Let be a small cocomplete category with a proper factorization system, i.e., an orthogonal factorization system where every map in is an epimorphism and every map in is a monomorphism.
The -union of a small family of -subobjects is the unique -subobject containing the and so that the induced map is in . The union is calculated by applying the factorization to the canonical map .
If the map is in , we say is an -union. The set is a preorder under the relation if as -subobjects of . Regarding the as a diagram of shape , the family is an -union if and only if the map colim is in . We say is a filtered union of -subobjects if it is a union of -subobjects and if the category is filtered.
A representable functor preserves the -union of if the functions are jointly surjective, i.e., if each factors through some .
Let be a regular cardinal, and let be a cocomplete category with a proper factorization system .
A small set of objects of is an -generator if in is invertible whenever is bijective for all . Equivalently, is an -generator if for each the family of maps is jointly in , i.e., if the map is in .
A category is called locally -bounded with respect to a proper factorization system if
it has an -generator each of whose objects is -bounded
it has arbitrary cointersections (even large ones) of maps in — that is, it is E-cocomplete.

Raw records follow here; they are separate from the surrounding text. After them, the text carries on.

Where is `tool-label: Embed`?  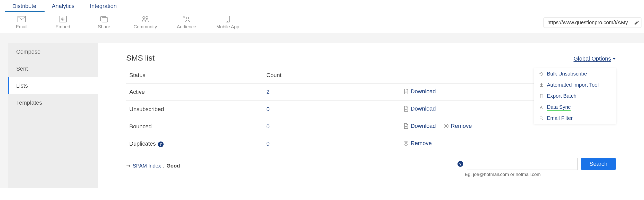 tool-label: Embed is located at coordinates (63, 27).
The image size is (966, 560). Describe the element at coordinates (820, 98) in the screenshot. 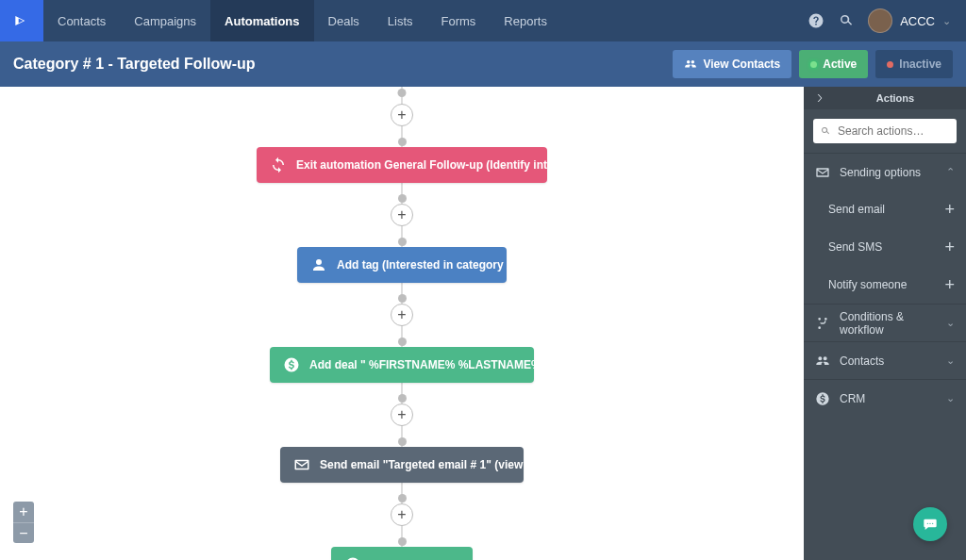

I see `sidebar-collapse-icon` at that location.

In a locally -presentable category, every -presentable object is -bounded. Hence a -presentable category is -bounded.
This appears as Lemma 2.3.1 of Freyd-Kelly
Locally bounded categories are necessarily complete
This appears as Corollary 2.2 of Kelly-Lack.
The essential point is an -variant of the special adjoint functor theorem: if is cocomplete, has a proper factorization system , admits arbitrary -cointersections, and has an -generator, then every cocontinuous functor has a right adjoint.
The following examples are discussed in Section 6.1 of Kelly’s Basic concepts of enriched category theory.
Locally presentable categories such as the categories of simplicial sets, categories, abelian groups, sets.
Compactly generated spaces, and likewise based compactly generated spaces, with the surjections and the subspace inclusions. The point is an -generator.
Quasi-topological spaces. Note that this category is not -well-copowered.
Banach spaces with the epimorphisms, equivalently the dense maps, and the extremal monomorphisms, equivalently the inclusions of closed subspaces with the induced norm. The base field is an -generator.
The term locally ranked is sometimes used to refer to a locally bounded category which in addition is co-wellpowered. For example, this terminology is used in Adámek et. al..
The contents of this page are taken from:
See also:
Max Kelly, Basic concepts of enriched category theory.
Peter Freyd, Max Kelly, Categories of continuous functors J. Pure. Appl. Algebra 2 (1972) 169-191.
Last revised on March 31, 2020 at 09:41:08. See the history of this page for a list of all contributions to it.